As I pointed out last week, the total operating budget for Pennsylvania exceeds $80 billion. In addition to the $32 billion General Fund, the $49 billion “shadow budget” includes $28.7 billion in federal funds, $4.7 billion in special funds, and $15.3 billion in other state funds.
Lawmakers must prioritize all that spending.
In recent years, lawmakers have increasingly shifted spending out of the General Fund and into the shadow budget, which now houses 150-plus special funds. Indeed, since the 2000-01 fiscal year, spending from these other funds has grown a whopping 199 percent (the General Fund has grown “only” 61 percent in the same time).
As a result, the total state operating budget for 2016-17 represents about 12.3 percent of Pennsylvania’s personal income, up from 10.7 percent in 2000 and 8.6 percent in 1970. That's the highest it's been, excluding two years in which temporary federal stimulus dollars added to the state spending binge.

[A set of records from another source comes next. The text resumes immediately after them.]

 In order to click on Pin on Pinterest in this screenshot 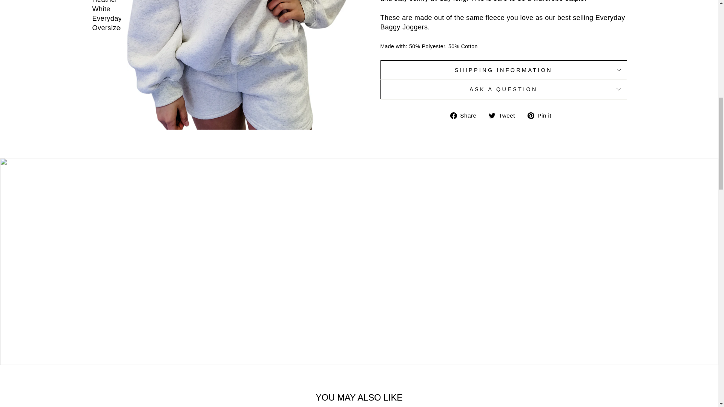, I will do `click(543, 115)`.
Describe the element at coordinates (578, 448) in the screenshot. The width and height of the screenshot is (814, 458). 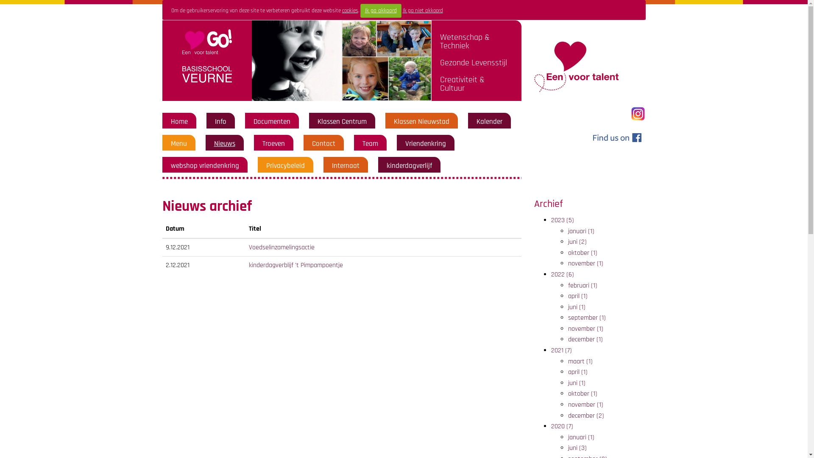
I see `juni (3)` at that location.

The chart below shows the growth of state spending as a percentage of the economy.
As Bob points out in his post yesterday, "To ignore the billions of dollars in shadow fund balances while increasing taxes on working families is simply unconscionable."
The more lawmakers shift funds off-book to this shadow budget then demand tax increases to pay for it, the more state spending will continue to grow unchecked—hidden from the eyes of the very people forced to fund it: hardworking Pennsylvanians.